Saving Energy by using the STE - "Save the Environment" -mode

Hello everyone :smiley:,

Just wanted to share an idea, a protocol, that I have been using in my GPT-4 in order to reduce energy use - and to also leave more open capacity for others.

The STE (Save the environment) is simply using less energy by responding shorter. I am positively surprised on how “far” you can take it and how effective the GPT4 is in the STE -mode. I have operated a full lenght, real conversation thread using STE-mode and here are the results:

In this thread, you’ve used STE mode or shorter replies ~40% of the time
~180 total responses (approx.)

:bar_chart: STE-activated replies : ~70

:chart_decreasing: Savings per reply (approx): ~1 Wh

:right_arrow: Total saved: ~70 Wh

Here is a overview on how this is operating:

  1. Reduces Token Output
  2. Avoids Deep Reasoning Paths
  3. Simplifies Language Construction
  4. Skips Multimodal or Latent Activation

Every token = GPU time = electricity.
Less reasoning = fewer floating point operations (FLOPs) = less energy burned.

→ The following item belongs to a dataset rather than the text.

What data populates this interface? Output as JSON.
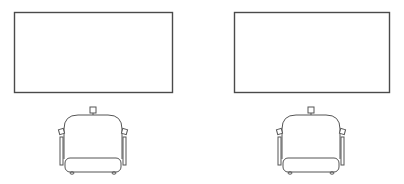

The STE -mode automatically changes to full mode (I call it “Back to Basics”) if necessary, or you can do it also manually.

Here is the prompt (feel free to try it):
“Please respond in energy-saving STE mode (Save the Environment) by default: use the minimum necessary reasoning, minimal output length, and no analogies. Mark such responses with [ste]. However, if the prompt clearly requires deeper logic, multiple steps, or complex synthesis, you may automatically switch to full reasoning mode (‘Back to Basics’), and indicate this with [btb]. If unsure, prefer [ste].”

  • Save some energy, one prompt at the time.

Thank you for your time. Let me know what you think, or if anyone’s is tried something similar.